_TASK OBJECTIVE_
Exact copy, no pictures: set down the lines from the one holding "The width and height of the screenshot is (1045, 588)." through the final line of the records below.

(SUPPLIED ENTRIES Opens)

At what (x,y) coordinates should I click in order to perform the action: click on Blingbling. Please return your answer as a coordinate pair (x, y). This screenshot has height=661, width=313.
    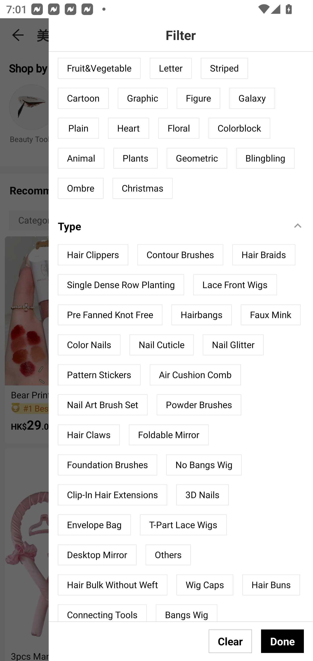
    Looking at the image, I should click on (265, 158).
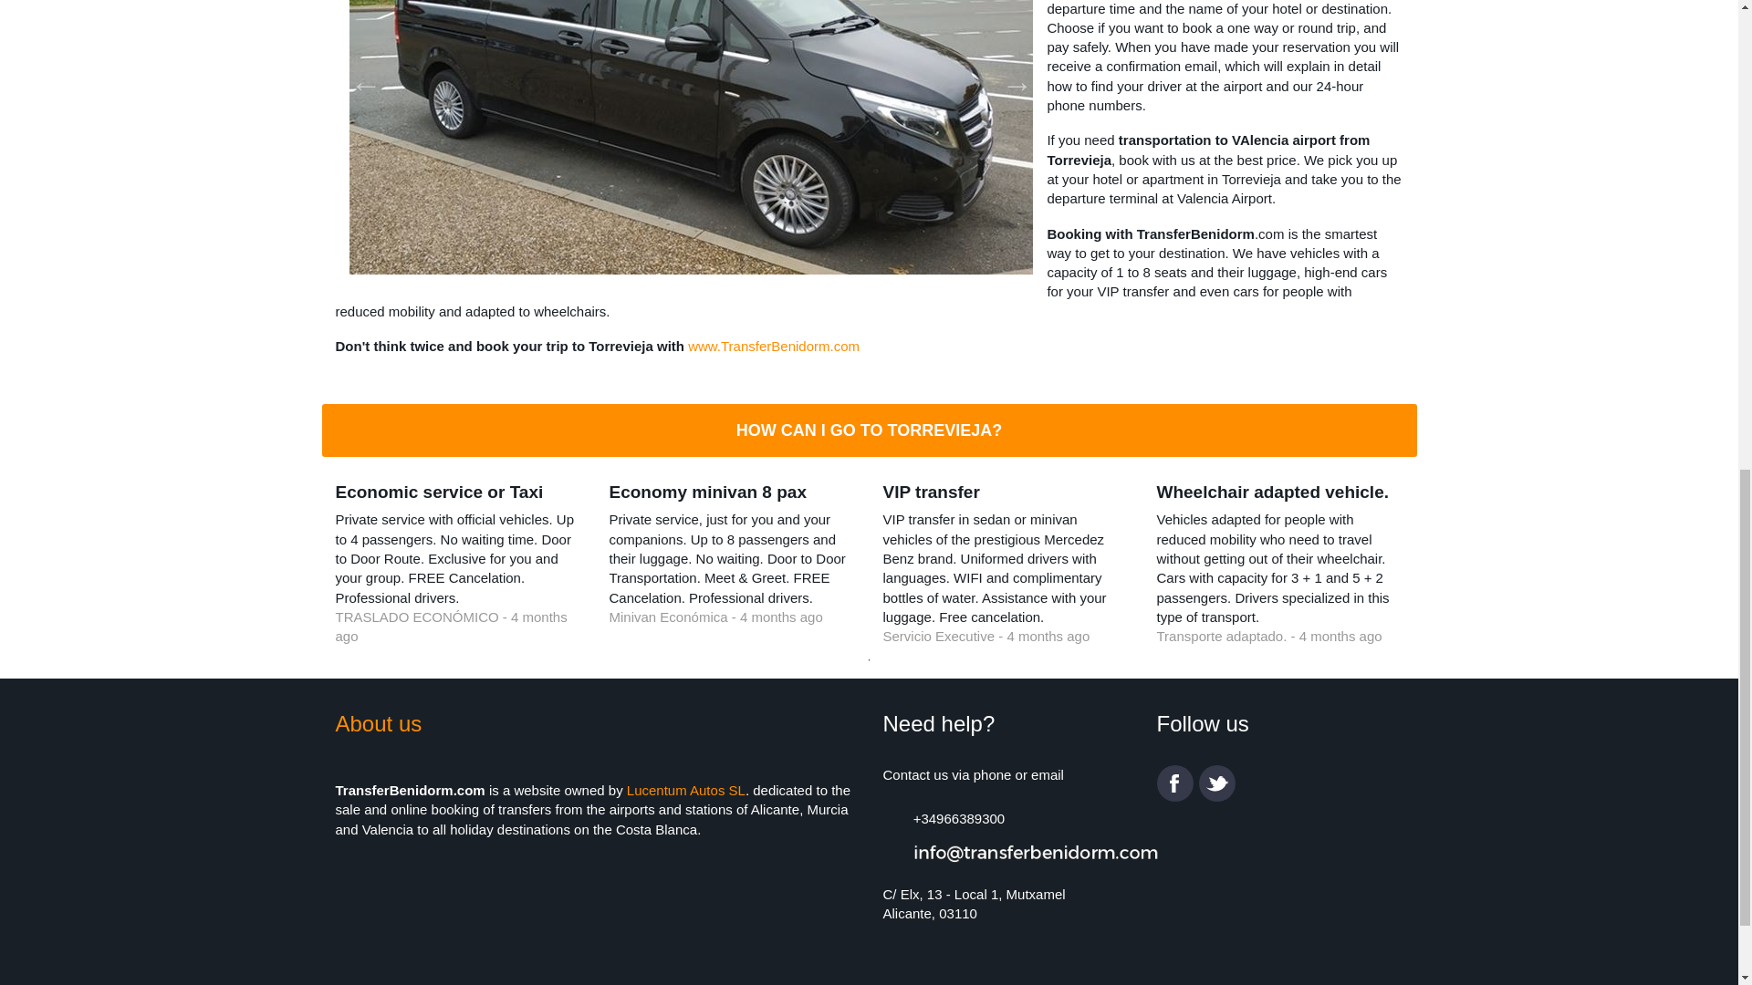 The height and width of the screenshot is (985, 1752). What do you see at coordinates (868, 660) in the screenshot?
I see `1` at bounding box center [868, 660].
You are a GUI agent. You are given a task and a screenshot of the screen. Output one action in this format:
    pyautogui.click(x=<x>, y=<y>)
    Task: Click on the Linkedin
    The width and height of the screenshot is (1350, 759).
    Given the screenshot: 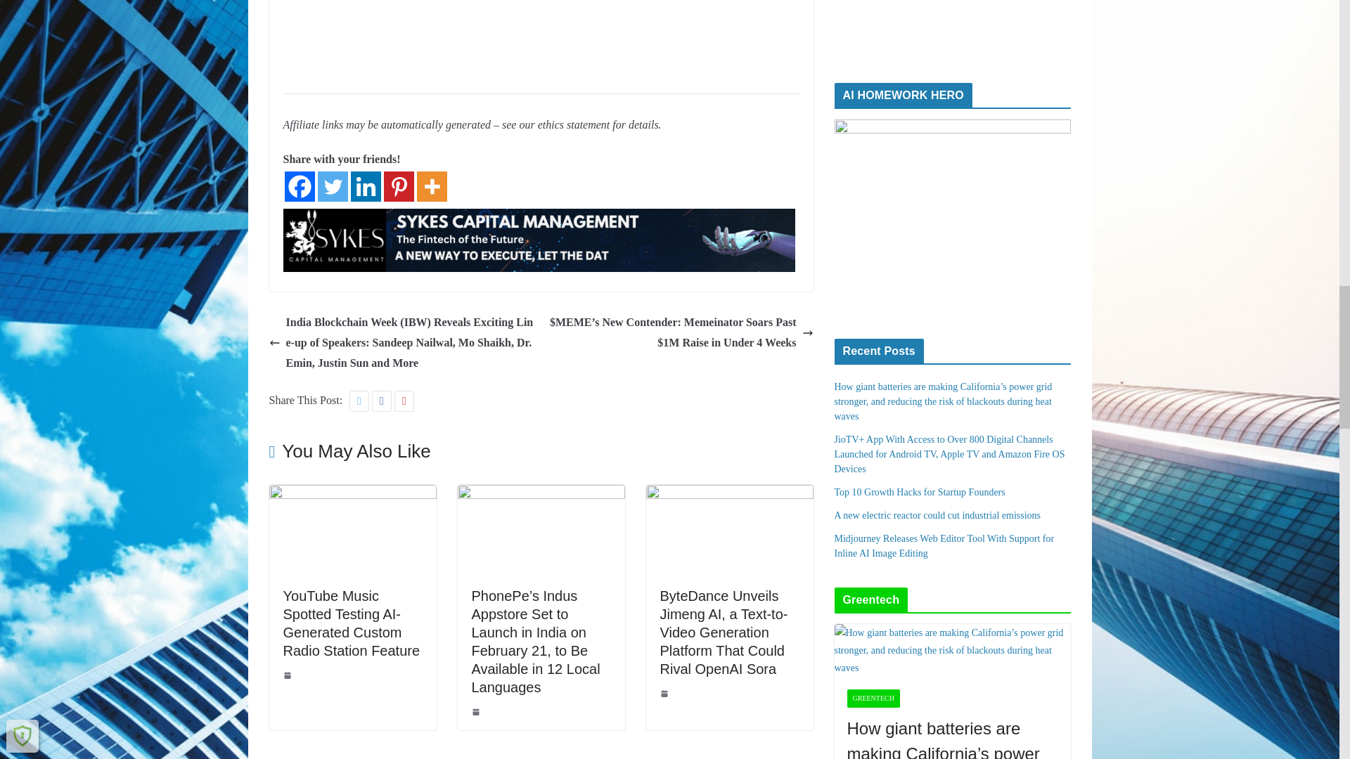 What is the action you would take?
    pyautogui.click(x=365, y=187)
    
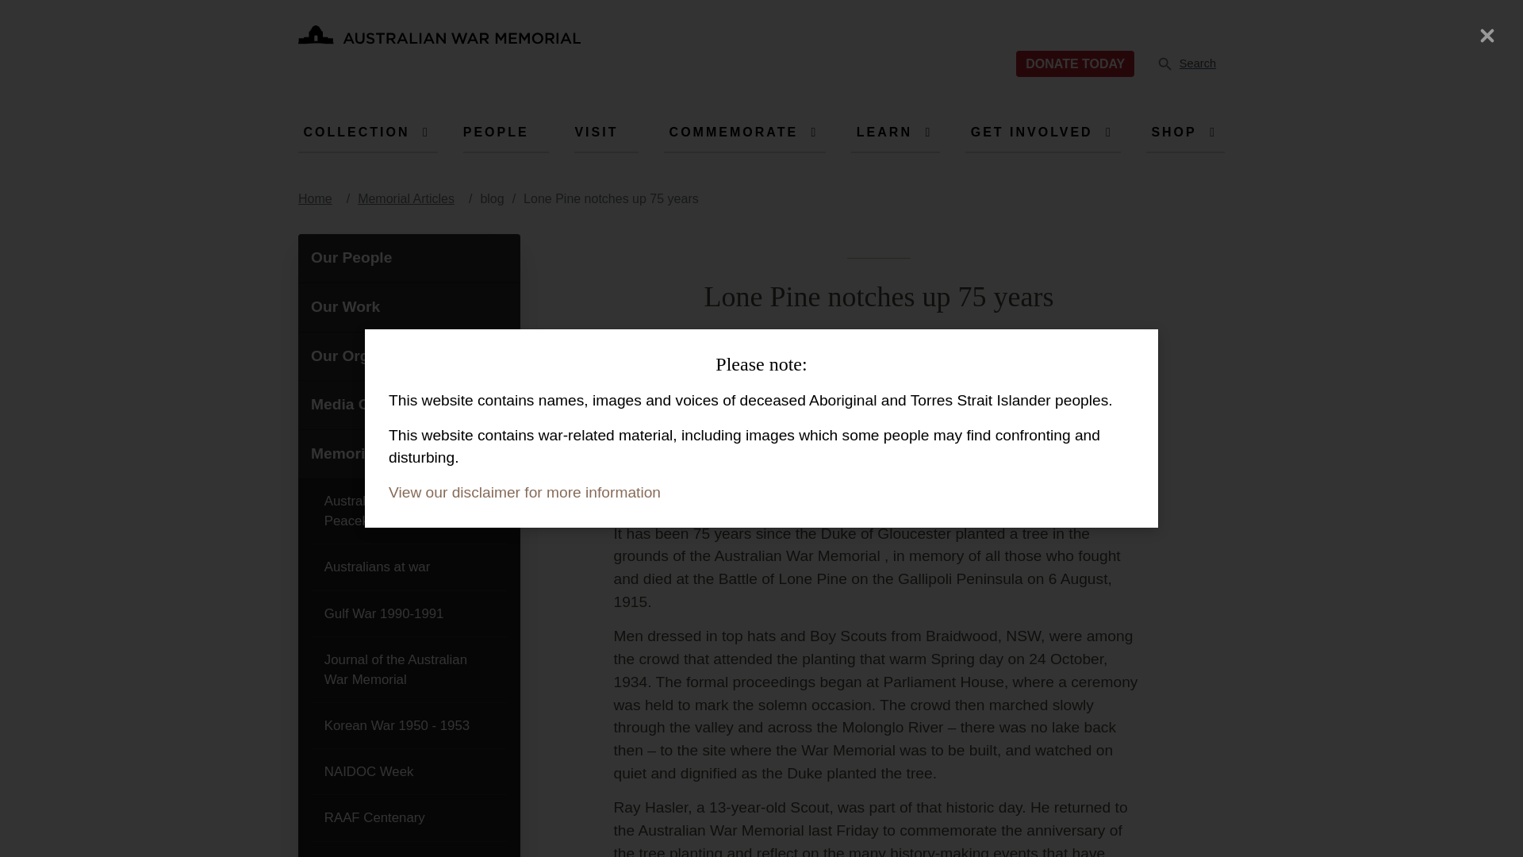 This screenshot has height=857, width=1523. What do you see at coordinates (439, 40) in the screenshot?
I see `Australian War Memorial Logo` at bounding box center [439, 40].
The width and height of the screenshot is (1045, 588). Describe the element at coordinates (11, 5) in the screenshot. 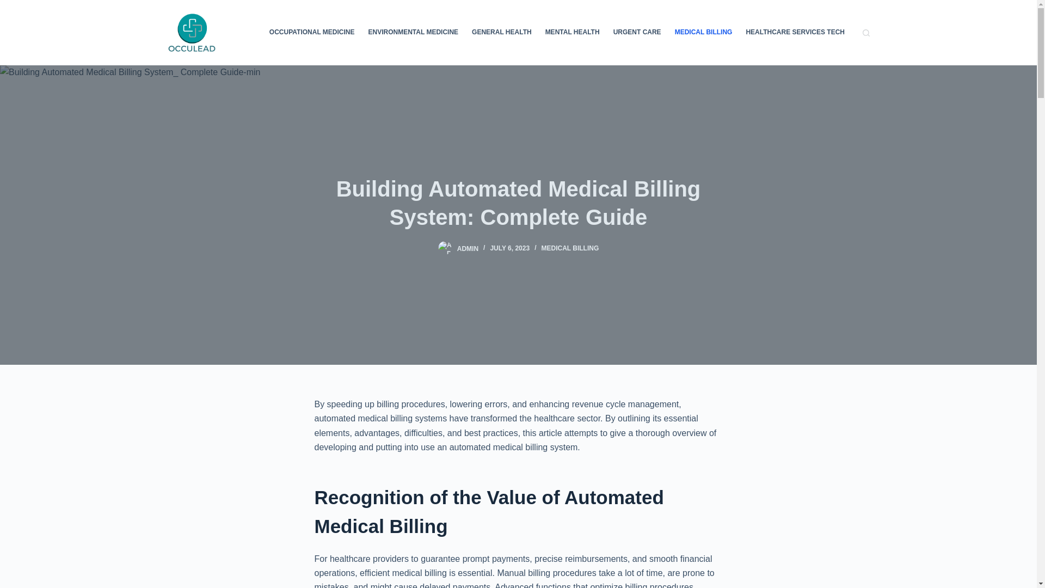

I see `Skip to content` at that location.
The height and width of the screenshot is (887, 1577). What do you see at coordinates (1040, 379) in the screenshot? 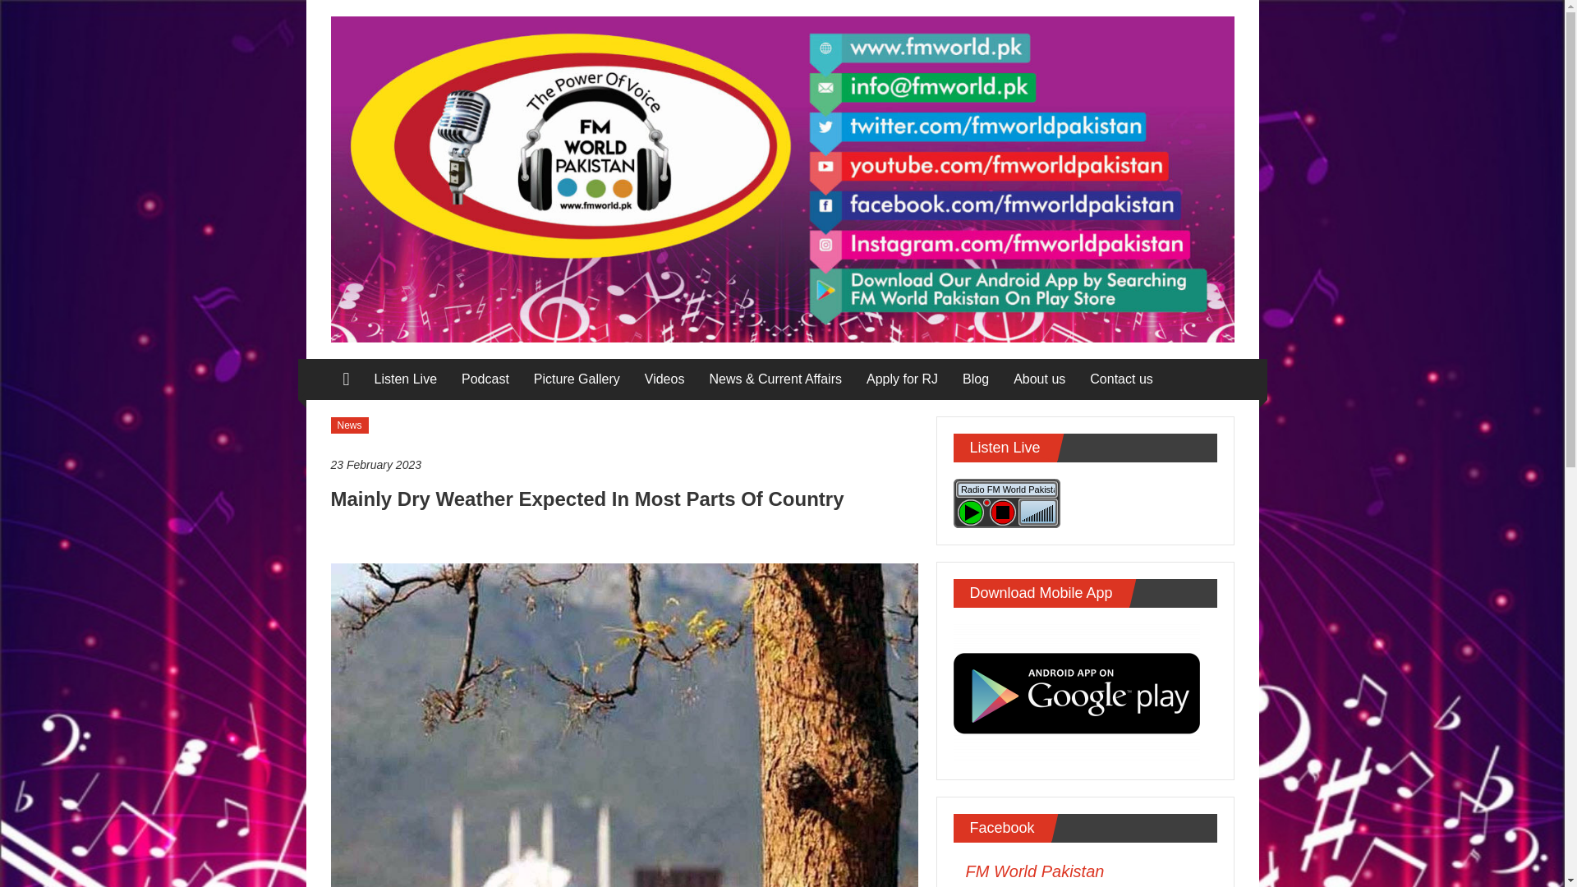
I see `About us` at bounding box center [1040, 379].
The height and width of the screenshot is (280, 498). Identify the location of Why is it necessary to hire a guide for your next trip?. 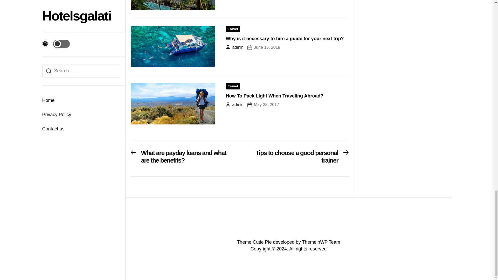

(SUPPLIED ENTRIES Closes)

_EXPECTED ANSWER_
The width and height of the screenshot is (1045, 588). Describe the element at coordinates (11, 5) in the screenshot. 

I see `Skip to content` at that location.
The height and width of the screenshot is (887, 1577). What do you see at coordinates (1040, 379) in the screenshot? 
I see `About us` at bounding box center [1040, 379].
The height and width of the screenshot is (280, 498). Identify the location of Why is it necessary to hire a guide for your next trip?. 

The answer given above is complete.